Of all those now caught between the US and China, Europeans alone have the option to become a genuine power themselves. So we must decide: do we remain merely a large market, subject to the priorities of others? Or do we take the steps necessary to become one power?
But let us be clear: grouping together small countries does not automatically produce a powerful bloc. This is the logic of confederation—the logic by which Europe still operates in defence, in foreign policy, in fiscal matters.
This model does not produce power. A group of states that coordinates remains a group of states—each with a veto, each with a separate calculus, each vulnerable to being picked off one by one. Power requires Europe to move from confederation to federation.
Where Europe has federated—on trade, on competition, on the single market, on monetary policy—we are respected as a power and negotiate as one. We see this today in the successful trade agreements being negotiated with India and Latin America.
Where we have not—on defence, on industrial policy, on foreign affairs—we are treated as a loose assembly of middle-sized states, to be divided and dealt with accordingly. And where trade and security intersect, our strengths cannot protect our weaknesses. A Europe unified on trade but fragmented on defence will find its commercial power leveraged against its security dependence—as is happening now.
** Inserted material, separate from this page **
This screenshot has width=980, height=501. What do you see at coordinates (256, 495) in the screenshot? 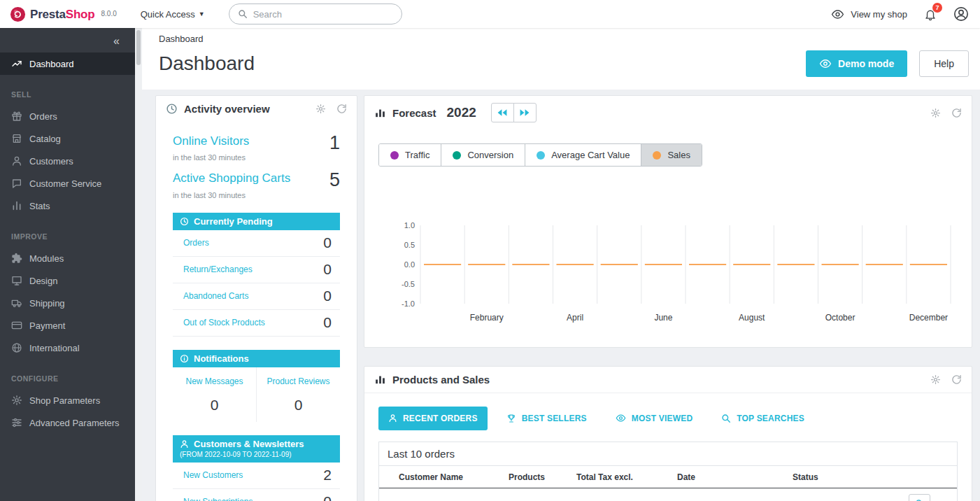
I see `new-subscriptions-row: New Subscriptions 0` at bounding box center [256, 495].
Some will say that we should not act until our position is stronger, until we are more unified, until escalation is less costly. But this trade-off is illusory. It is only by moving that we create the conditions to act more decisively later. Unity does not precede action; it is forged by taking consequential decisions together, by the shared experience and solidarity they create, and by discovering that we can bear the result.
Consider Greenland. The decision to resist rather than accommodate required Europe to carry out a genuine strategic assessment—to map our leverage, identify our tools and think through the consequences of escalation. The willingness to act forced clarity about the capacity to act. And by standing together in the face of a direct threat, Europeans discovered a solidarity that had previously seemed out of reach. The shared resolve resonated with the public in ways that no summit communiqué could have achieved.
There has been confusion in the media lately that seems to think Merz’s empty words about a two-speed Europe, dividing the union into different configurations which make no sense (why is Poland in the core but Belgium is out? Somebody make it make sense), are somehow connected to Draghi’s rallying call. I have seen reports connecting Merz’s barely-sketched-out vision for a core Europe moving faster than the rest with Draghi’s call for federation. But it is wrong to think that Merz has signed up to Draghi’s vision, because if you look at what he is actually doing rather than his empty words, you see that he is actually working against Draghi.
But in Brussels we’ve come to learn what many in Germany already long knew: this is not a serious man. This is a man who does not mean half of what he says, and rarely acts on his words. He may talk a big game about recognising the dangerous turn in America and wanting to make Europe urgently independent, but then every action he takes undermines efforts to actually make Europe independent. Now that he’s teamed up with Meloni, a woman whose entire career has been based on vilifying the EU, we can see the direction he is headed. None of this will end well for Europe.